Stuart Hall had a sort of revolutionary fire in his soul. He gave the lie in some senses to that idea of Gil Scott-Heron’s, that “the revolution will not be televised”. I grew up in Tottenham in the 1970s and early 1980s, my mother worked nights and I would often be up late watching the Open University TV programmes that came on after the regular channels finished. Stuart was broadcasting in the age of Alf Garnett and Love Thy Neighbour and contradicting every single stereotype that they presented. I grew up without a father, and was completely fascinated by this powerful, highly articulate male talking softly to me at a time when I probably should have been in bed.
There was, above all, a tremendous modernity and countercultural excitement to Stuart’s language – a modernity that challenged everything I was hearing in school, on the news, and in everyday life. There is a generation of social workers, teachers, academics, media studies students, political activists and many others who lived and breathed those OU courses, who were deeply influenced by him.
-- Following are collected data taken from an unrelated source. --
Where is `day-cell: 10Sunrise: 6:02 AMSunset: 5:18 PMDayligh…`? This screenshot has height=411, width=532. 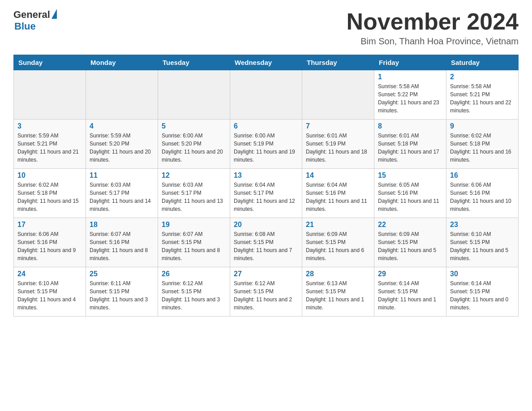 day-cell: 10Sunrise: 6:02 AMSunset: 5:18 PMDayligh… is located at coordinates (50, 193).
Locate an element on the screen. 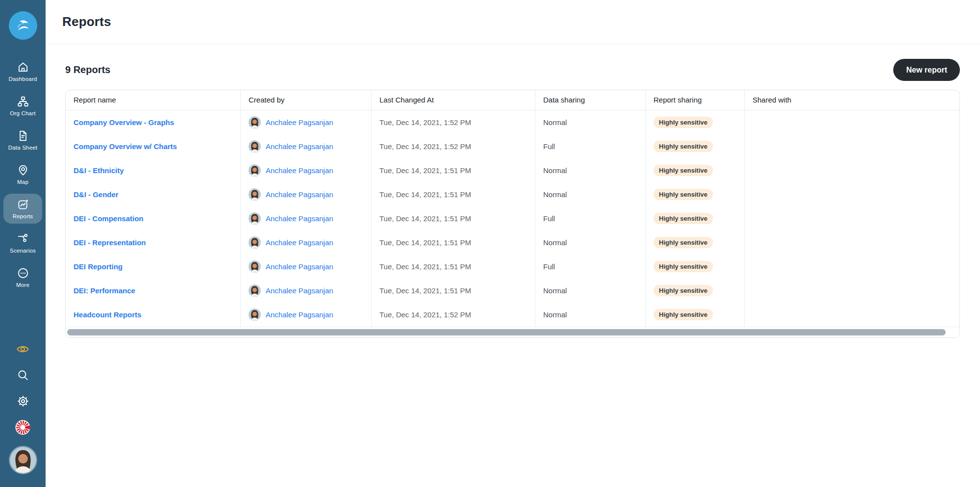 This screenshot has width=980, height=487. table-row: D&I - Gender Anchalee Pagsanjan is located at coordinates (513, 194).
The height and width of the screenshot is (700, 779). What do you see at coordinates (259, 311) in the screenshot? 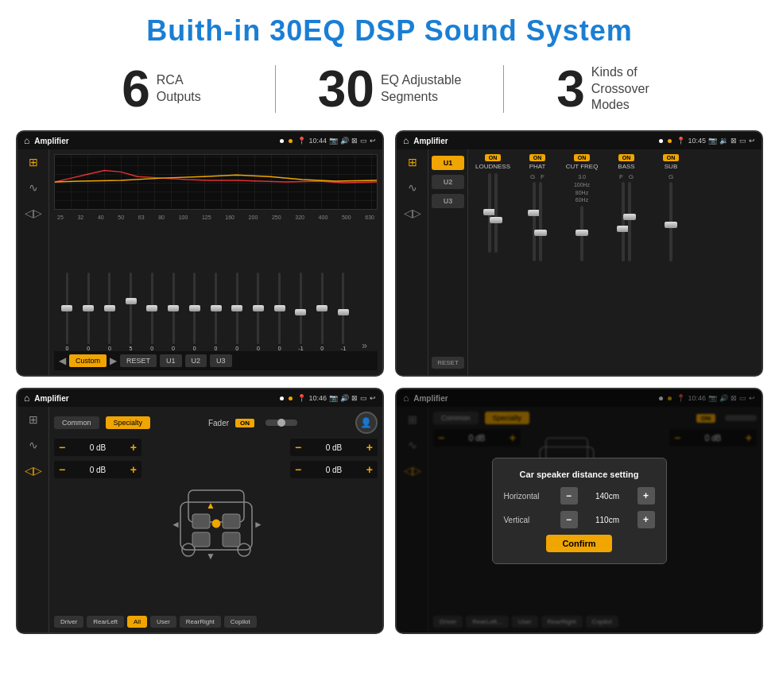
I see `eq-slider-9: 0` at bounding box center [259, 311].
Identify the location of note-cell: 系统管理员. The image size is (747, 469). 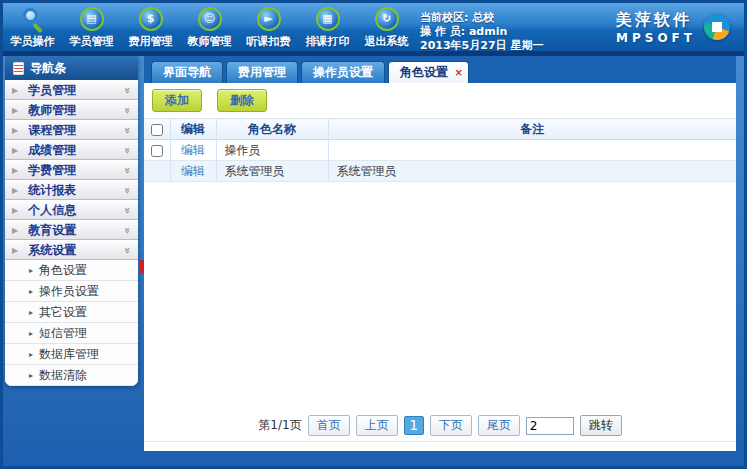
(532, 172).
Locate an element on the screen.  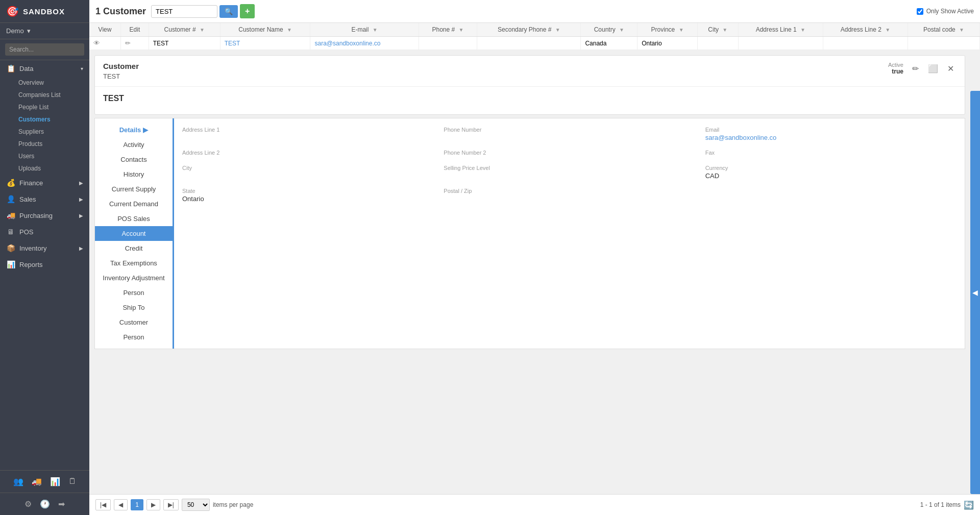
sidebar-bottom-icons2: 👥 🚚 📊 🗒 is located at coordinates (45, 481).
I met Stuart and got to know him well when I became an MP. He sought me out, and would come to the Commons for tea. We had a lot of contact when I was culture minister and he was chair of Rivington Place – the east London cultural institution he championed devoted to black archives, photography and art. I was very pleased to help him with support and funding for that fantastic project. He seemed proud that I was the minister at the time and instinctively understood the need for projects like these.
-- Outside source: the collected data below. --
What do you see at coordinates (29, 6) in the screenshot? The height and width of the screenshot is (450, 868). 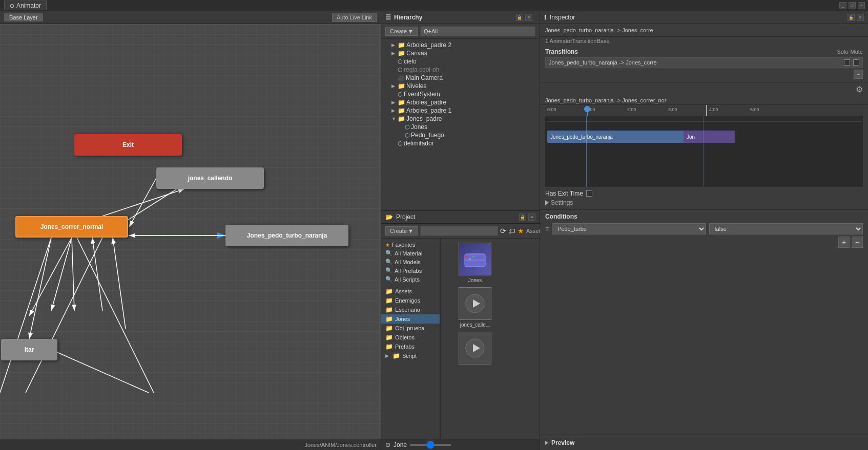 I see `animator-tab-label: Animator` at bounding box center [29, 6].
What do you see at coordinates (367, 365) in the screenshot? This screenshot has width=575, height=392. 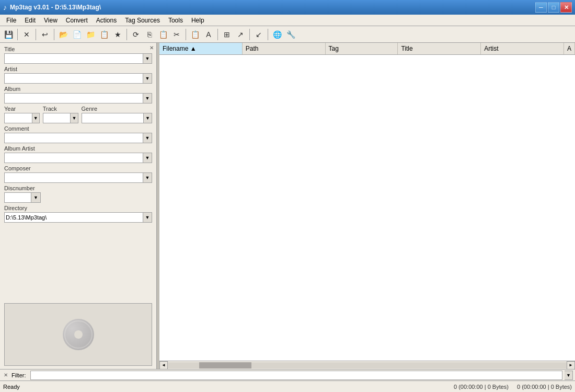 I see `hscroll-track` at bounding box center [367, 365].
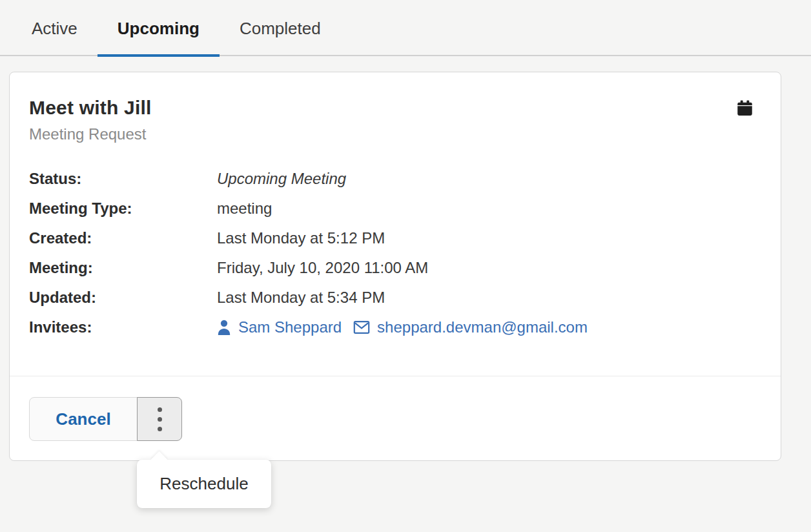  I want to click on tab-active: Active, so click(54, 37).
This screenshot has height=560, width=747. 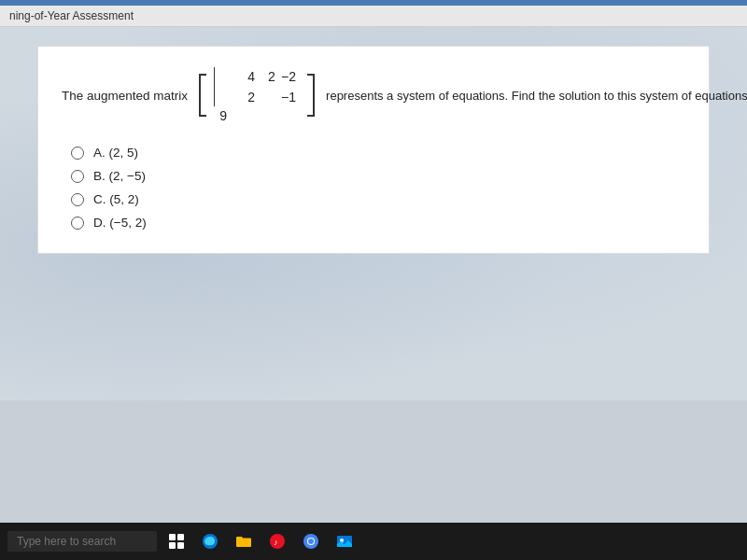 What do you see at coordinates (289, 97) in the screenshot?
I see `matrix-r2c2: −1` at bounding box center [289, 97].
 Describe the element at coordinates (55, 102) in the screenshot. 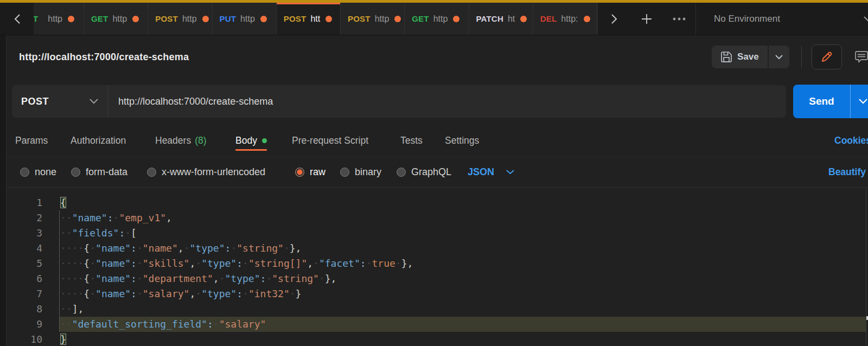

I see `method-label: POST` at that location.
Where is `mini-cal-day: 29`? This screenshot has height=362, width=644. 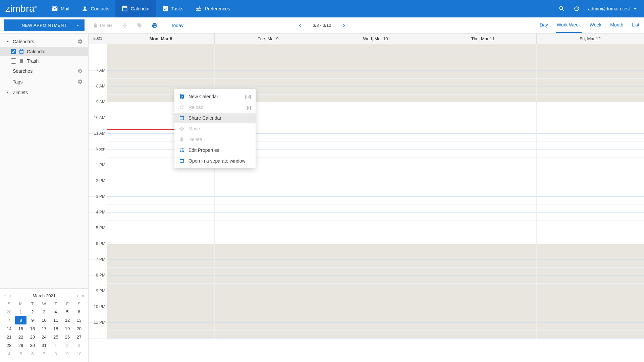 mini-cal-day: 29 is located at coordinates (21, 345).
Stuart became a paternal kind of presence in my life. He had a quiet but affecting voice and an incredible authority and rigour of thought. He was not a didactic, authoritarian figure, but came across as a very open individual, a lover of jazz and of art, as well as politics. He was a guiding influence, authoritative and thought-provoking but always incredibly well-mannered. He wouldn’t raise his voice because that wasn’t the done thing. Stuart would listen hard to what you said and question everything. He was very quick to pick up the phone after the 2011 riots, for example, and gently question me on aspects of my response that he disagreed with.
Being born in Jamaica gave Stuart a totally different perspective on Britain, his adopted home. He was acutely aware of his own mixed heritage: African, Portuguese, West Indian, Jewish, British, and that context made his critique of otherness extremely personal.
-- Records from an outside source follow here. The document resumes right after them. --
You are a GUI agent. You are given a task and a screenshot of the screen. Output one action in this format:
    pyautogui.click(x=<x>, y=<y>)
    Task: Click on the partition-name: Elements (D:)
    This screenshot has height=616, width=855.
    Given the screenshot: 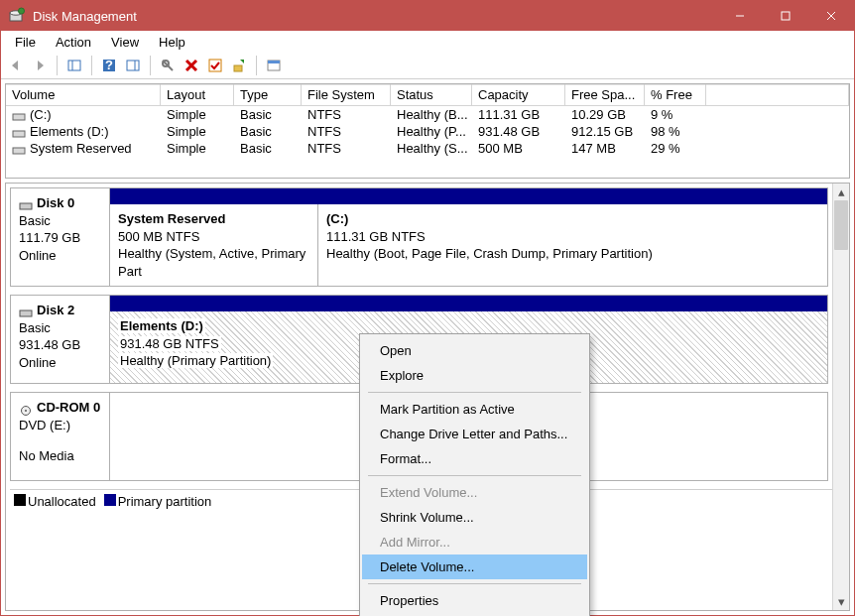 What is the action you would take?
    pyautogui.click(x=162, y=325)
    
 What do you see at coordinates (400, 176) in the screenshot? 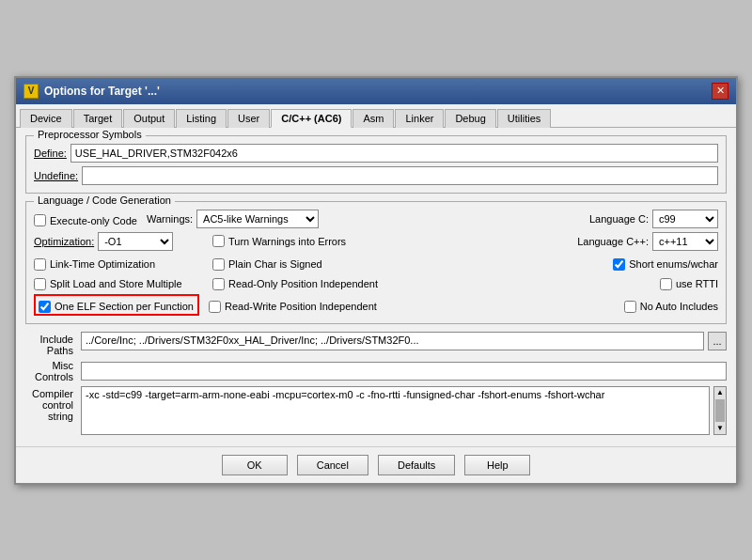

History will be generous to Stuart as a public intellectual and polymath. In the theatre of academic greats, I would place him alongside Eric Hobsbawm and Ralph Miliband. His work was inter-disciplinary and leaves a strong legacy in the fields of cultural studies, media, anthropology, social history, and gender studies – a remarkable contribution to how we now analyse the world around us. He gave us the idea of multiculturalism as we understand it, of multiple identities. He not only coined the term “Thatcherism”, but he wrote the seminal deconstruction of it before Thatcher even came to power. He offered, too, the sharpest critique of the problems with British socialism that allowed Thatcherism to prosper. Much of that work formed the basis of New Labour, of which, of course, he later also became very critical.
Stuart’s memorial service at the end of November was, naturally, a very moving celebration of a remarkable life. His daughter paid him a wonderful tribute as a father and a soulmate, and intellectual colleagues, artists and writers, those whom he had taught and inspired and guided from across the world, joined to pay him full and heartfelt tribute. It felt a privilege to be there. Who could ask for more?